Inspectors regularly identify "shadow Trial Master Files": unmanaged folders on shared drives used alongside an official paper record. When auditors review these shadow systems, essential documents are routinely missing. This alone can escalate an inspection to a Critical finding because it demonstrates a lack of oversight and a failure to maintain a complete, contemporaneous record of the trial.

Perhaps most damaging: if a sponsor cannot accurately document that a participant was reimbursed for the visit at which an adverse event occurred, the entire chronology of the trial is called into question. Under the 2026 framework, financial records are not an administrative afterthought. To an inspector, they are evidence. Failure to prove that a participant was paid accurately and on time can suggest a broader failure in trial conduct, jeopardising the integrity of the entire dataset.

5. What Good Looks Like: Moving Beyond BACS

Q: How can clinical trial sponsors ensure participant payments are GCP compliant?

A: Sponsors should implement a validated, digital-first payment platform that provides a complete, exportable audit trail. This allows financial data and metadata to be securely linked to the Trial Master File, ensuring reimbursements are contemporaneous, attributable, and archived to 2026 MHRA and ICH E6(R3) standards

The solution isn't complicated. It requires moving away from fragmented, manual processes toward a single, automated, digital-first payment framework. Here's what that looks like in practice:

Ditch the spreadsheets Validated payment platforms eliminate shadow Excel trackers and capture every transaction in an immutable audit trail. This moves your data from vulnerable local files into a secure, central system.

Pay participants immediately Digital reimbursement via instant bank transfers removes the out-of-pocket burden entirely. Because payments are tied to the actual visit in real time, they satisfy the contemporaneous requirement.

Archive from day one The 25-year retention mandate cannot be an afterthought. Using a validated system ensures that financial records and their associated metadata are preserved from the moment of payment, meeting the long term requirements of Regulation 31A.

Get email out of the loop Participant bank details should never travel via email or be stored on manual forms. Encrypted digital portals keep sensitive data secure and ensure full UK GDPR compliance

Stay inspection-ready MHRA inspectors expect to reconstruct a trial entirely from its records. A validated electronic system provides auditors with an unbroken chain of evidence, significantly reducing the risk of critical findings during an audit.
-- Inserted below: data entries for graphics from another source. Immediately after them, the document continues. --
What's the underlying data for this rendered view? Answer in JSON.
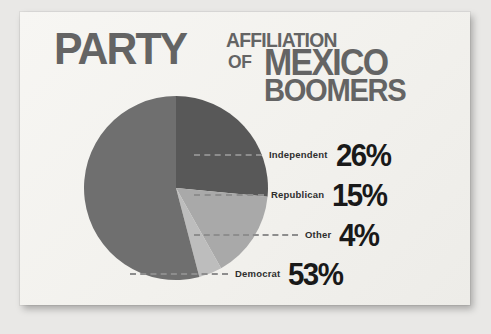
{
  "card": {
    "background_color": "#f5f4f1",
    "page_background_color": "#e9e8e6"
  },
  "headline": {
    "line1": "PARTY",
    "line2": "AFFILIATION",
    "line3": "OF",
    "line4": "MEXICO",
    "line5": "BOOMERS",
    "color": "#646464"
  },
  "legend": {
    "rows": [
      {
        "label": "Independent",
        "value": "26%"
      },
      {
        "label": "Republican",
        "value": "15%"
      },
      {
        "label": "Other",
        "value": "4%"
      },
      {
        "label": "Democrat",
        "value": "53%"
      }
    ]
  },
  "chart_data": {
    "type": "pie",
    "title": "PARTY AFFILIATION OF MEXICO BOOMERS",
    "categories": [
      "Independent",
      "Republican",
      "Other",
      "Democrat"
    ],
    "values": [
      26,
      15,
      4,
      53
    ],
    "value_labels": [
      "26%",
      "15%",
      "4%",
      "53%"
    ],
    "unit": "percent",
    "total": 98,
    "start_angle_deg": 0,
    "direction": "clockwise",
    "colors": [
      "#585858",
      "#a9a9a9",
      "#bdbdbd",
      "#6f6f6f"
    ],
    "legend_position": "right",
    "grid": false,
    "leader_lines": true,
    "leader_line_color": "#8d8d8d"
  }
}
6. Conclusion: Transition to Digital-First Reimbursement

Q: What is the impact of the 2026 UK Clinical Trial Regulations on participant reimbursement for organisations using BACS?
 
A: BACS is a manual process that creates significant compliance gaps under the 2026 framework. To maintain trial integrity, sponsors must move toward digital tools that ensure participant payments are handled in a speedy, contemporaneous, and attributable manner.
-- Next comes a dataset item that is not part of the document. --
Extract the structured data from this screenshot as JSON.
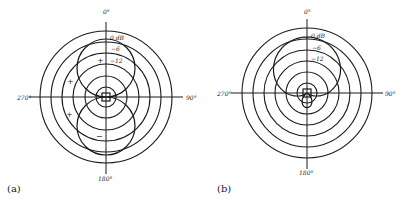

Participant reimbursement is no longer a back‑office task. Under the 2026 framework, it sits at the heart of trial integrity, with financial records treated as critical evidence for reconstructing the trial chronology. Relying on manual, spreadsheet‑driven BACS processes creates a dangerous disconnect between clinical events and payments that will not survive modern MHRA inspection.
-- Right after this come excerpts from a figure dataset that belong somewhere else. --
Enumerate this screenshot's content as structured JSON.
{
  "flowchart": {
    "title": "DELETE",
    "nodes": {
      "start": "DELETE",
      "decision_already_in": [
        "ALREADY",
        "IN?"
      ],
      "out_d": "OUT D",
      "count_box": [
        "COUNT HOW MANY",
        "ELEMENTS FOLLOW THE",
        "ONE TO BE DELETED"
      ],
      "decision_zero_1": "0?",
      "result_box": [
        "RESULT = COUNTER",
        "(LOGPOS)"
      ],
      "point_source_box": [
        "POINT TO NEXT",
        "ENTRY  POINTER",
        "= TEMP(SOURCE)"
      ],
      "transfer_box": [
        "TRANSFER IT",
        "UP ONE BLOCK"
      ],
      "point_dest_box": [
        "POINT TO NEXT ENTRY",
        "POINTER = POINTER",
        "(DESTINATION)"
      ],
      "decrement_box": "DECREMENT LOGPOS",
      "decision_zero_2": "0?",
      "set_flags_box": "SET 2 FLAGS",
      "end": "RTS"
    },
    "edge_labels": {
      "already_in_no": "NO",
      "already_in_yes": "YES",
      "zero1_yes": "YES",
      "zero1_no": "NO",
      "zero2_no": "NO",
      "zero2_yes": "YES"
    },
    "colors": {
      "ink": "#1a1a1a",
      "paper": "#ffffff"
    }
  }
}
While BACS will remain a payment rail, the way it is used must change. Organisations that move to automated, digital‑first reimbursement systems eliminate high‑stakes compliance gaps, protect data for the full 25‑year retention period, and keep payments contemporaneous and attributable. Solutions like vHelp help sponsors and sites step away from ad‑hoc BACS workflows toward faster (typically within 24 hours), auditable participant payments that align with emerging MHRA expectations.

References


[1] Pharmavibes (2025). New clinical trials legislation laid in UK parliament.

[2] GOV.UK (2025). Archiving and retention of clinical trial records.

[3] Regulation 31A, Medicines for Human Use (Clinical Trials) (Amendment) Regulations 2025

[4] Palo Alto Networks. What Is Shadow Data? (Risk of unmanaged data silos)

[5] ICO (Information Commissioner's Office). Personal data breach examples and reporting.